Abstract:Consumer's privacy is a main concern in Smart Grids (SGs) due to the sensitivity of energy data, particularly when used to train machine learning models for different services. These data-driven models often require huge amounts of data to achieve acceptable performance leading in most cases to risks of privacy leakage. By pushing the training to the edge, Federated Learning (FL) offers a good compromise between privacy preservation and the predictive performance of these models. The current paper presents an overview of FL applications in SGs while discussing their advantages and drawbacks, mainly in load forecasting, electric vehicles, fault diagnoses, load disaggregation and renewable energies. In addition, an analysis of main design trends and possible taxonomies is provided considering data partitioning, the communication topology, and security mechanisms. Towards the end, an overview of main challenges facing this technology and potential future directions is presented.
Abstract:Amongst all the renewable energy resources (RES), solar is the most popular form of energy source and is of particular interest for its widely integration into the power grid. However, due to the intermittent nature of solar source, it is of the greatest significance to forecast solar irradiance to ensure uninterrupted and reliable power supply to serve the energy demand. There are several approaches to perform solar irradiance forecasting, for instance satellite-based methods, sky image-based methods, machine learning-based methods, and numerical weather prediction-based methods. In this paper, we present a review on short-term intra-hour solar prediction techniques known as nowcasting methods using sky images. Along with this, we also report and discuss which sky image features are significant for the nowcasting methods.
Abstract:Non-Intrusive Load Monitoring (NILM) comprises of a set of techniques that provide insights into the energy consumption of households and industrial facilities. Latest contributions show significant improvements in terms of accuracy and generalisation abilities. Despite all progress made concerning disaggregation techniques, performance evaluation and comparability remains an open research question. The lack of standardisation and consensus on evaluation procedures makes reproducibility and comparability extremely difficult. In this paper, we draw attention to comparability in NILM with a focus on highlighting the considerable differences amongst common energy datasets used to test the performance of algorithms. We divide discussion on comparability into data aspects, performance metrics, and give a close view on evaluation processes. Detailed information on pre-processing as well as data cleaning methods, the importance of unified performance reporting, and the need for complexity measures in load disaggregation are found to be the most urgent issues in NILM-related research. In addition, our evaluation suggests that datasets should be chosen carefully. We conclude by formulating suggestions for future work to enhance comparability.
Abstract:To assess the performance of load disaggregation algorithms it is common practise to train a candidate algorithm on data from one or multiple households and subsequently apply cross-validation by evaluating the classification and energy estimation performance on unseen portions of the dataset derived from the same households. With an emerging discussion of transferability in Non-Intrusive Load Monitoring (NILM), there is a need for domain-specific metrics to assess the performance of NILM algorithms on new test scenarios being unseen buildings. In this paper, we discuss several metrics to assess the generalisation ability of NILM algorithms. These metrics target different aspects of performance evaluation in NILM and are meant to complement the traditional performance evaluation approach. We demonstrate how our metrics can be utilised to evaluate NILM algorithms by means of two case studies. We conduct our studies on several energy consumption datasets and take into consideration five state-of-the-art as well as four baseline NILM solutions. Finally, we formulate research challenges for future work.
Abstract:Demand response provides utilities with a mechanism to share with end users the stochasticity resulting from the use of renewable sources. Pricing is accordingly used to reflect energy availability, to allocate such a limited resource to those loads that value it most. However, the strictly competitive mechanism can result in service interruption in presence of competing demand. To solve this issue we investigate on the use of forward contracts, i.e., service level agreements priced to reflect the expectation of future supply and demand curves. Given the limited resources of microgrids, service interruption is an opposite objective to the one of service availability. We firstly design policy-based brokers and identify then a learning broker based on artificial neural networks. We show the latter being progressively minimizing the reimbursement costs and maximizing the overall profit.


# What this task involves:
Exactly reproduce the lines from the one holding "Get bbox for clothing. Format: x1:y1:x2:y2." through the end of the records, including both boundary lines but no pictures.

# Input for this task:
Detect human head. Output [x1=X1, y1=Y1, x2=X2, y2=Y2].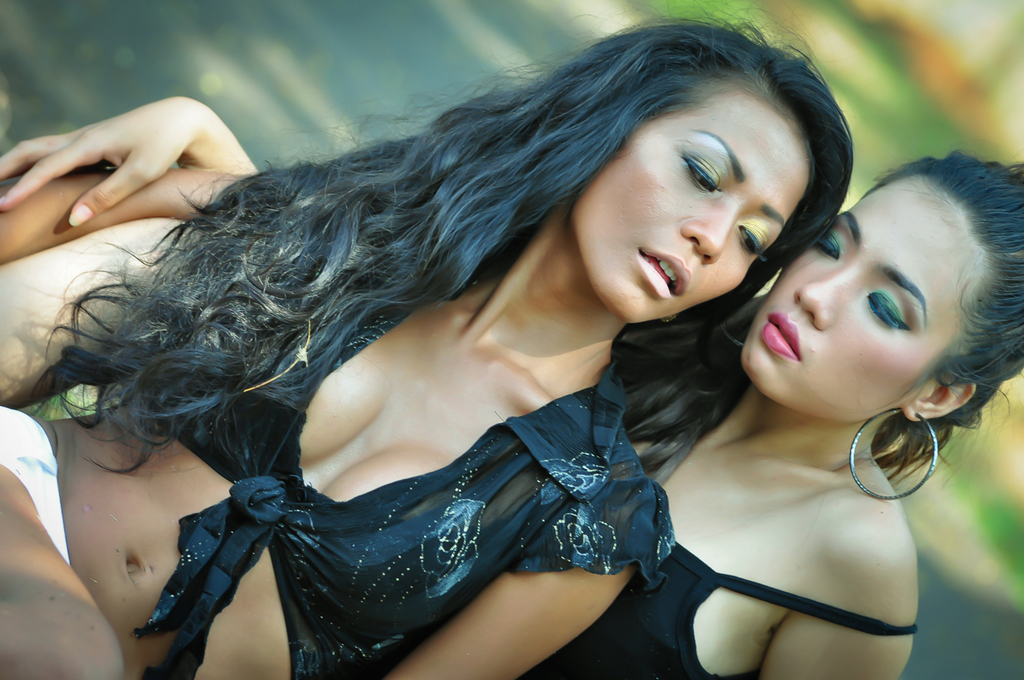
[x1=742, y1=139, x2=1006, y2=448].
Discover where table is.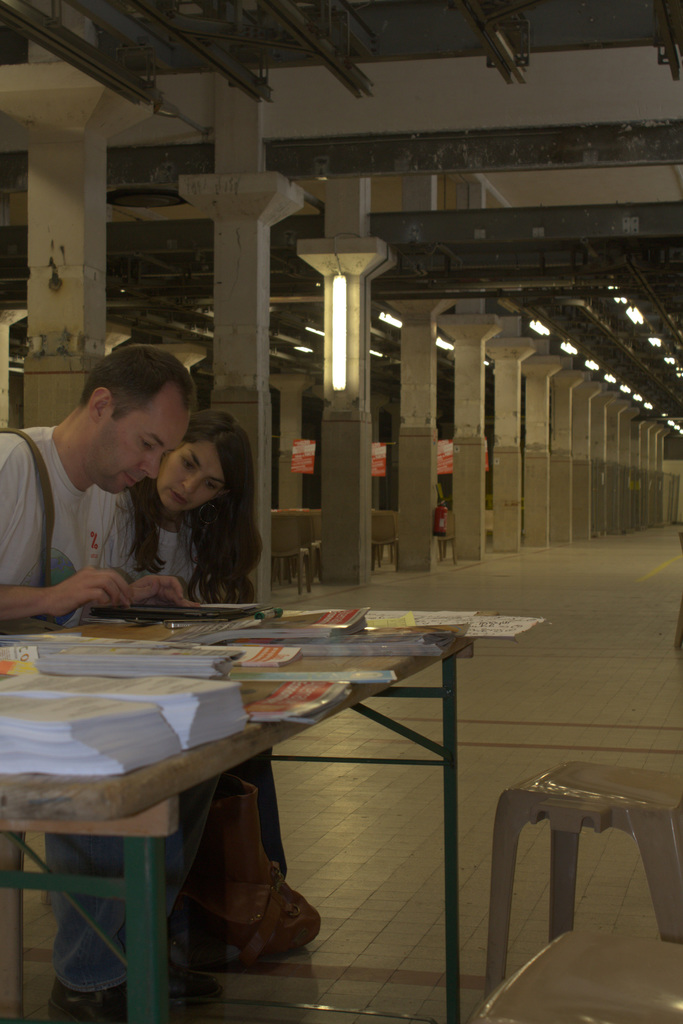
Discovered at 0 603 485 985.
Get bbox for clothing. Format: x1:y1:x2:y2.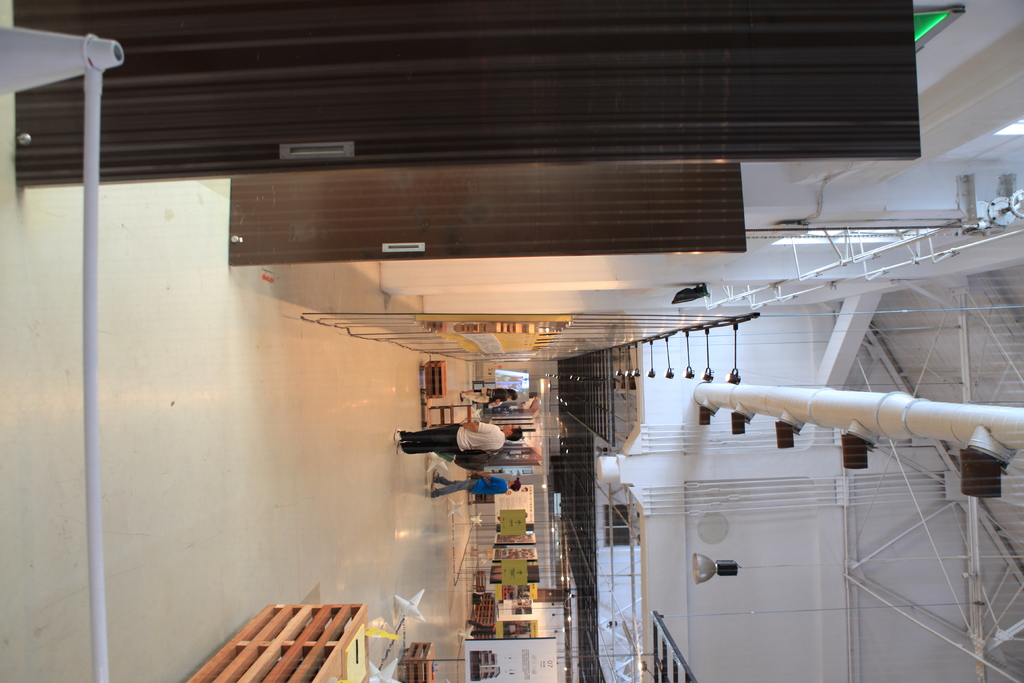
399:416:504:454.
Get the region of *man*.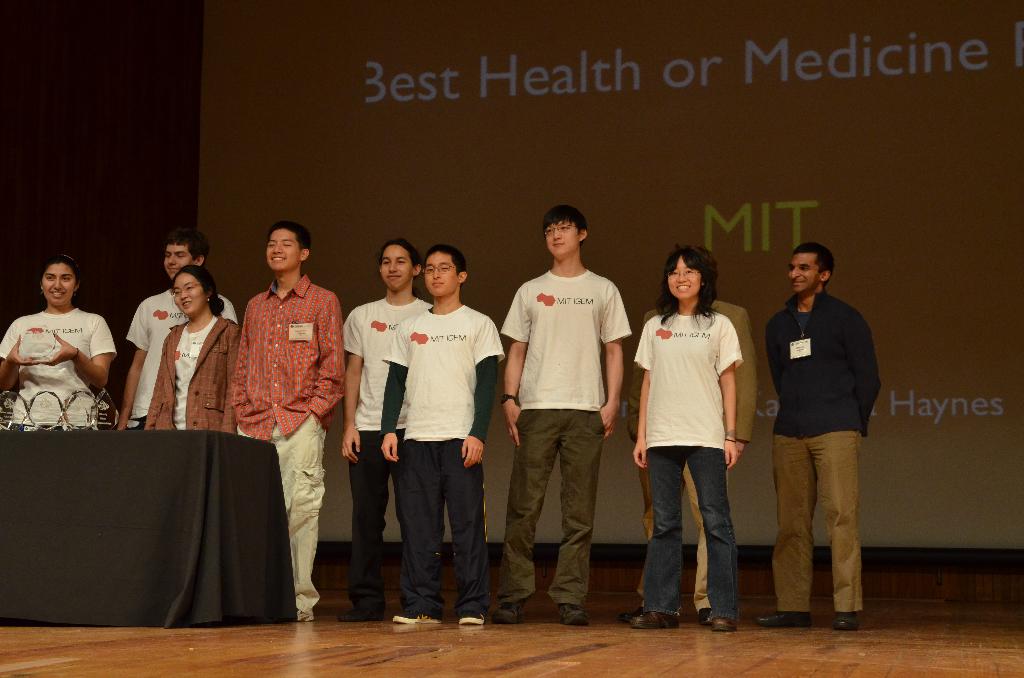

# Reply to the task:
Get bbox for clothing. Format: x1:y1:x2:y2.
399:416:504:454.
Get the region of *man*.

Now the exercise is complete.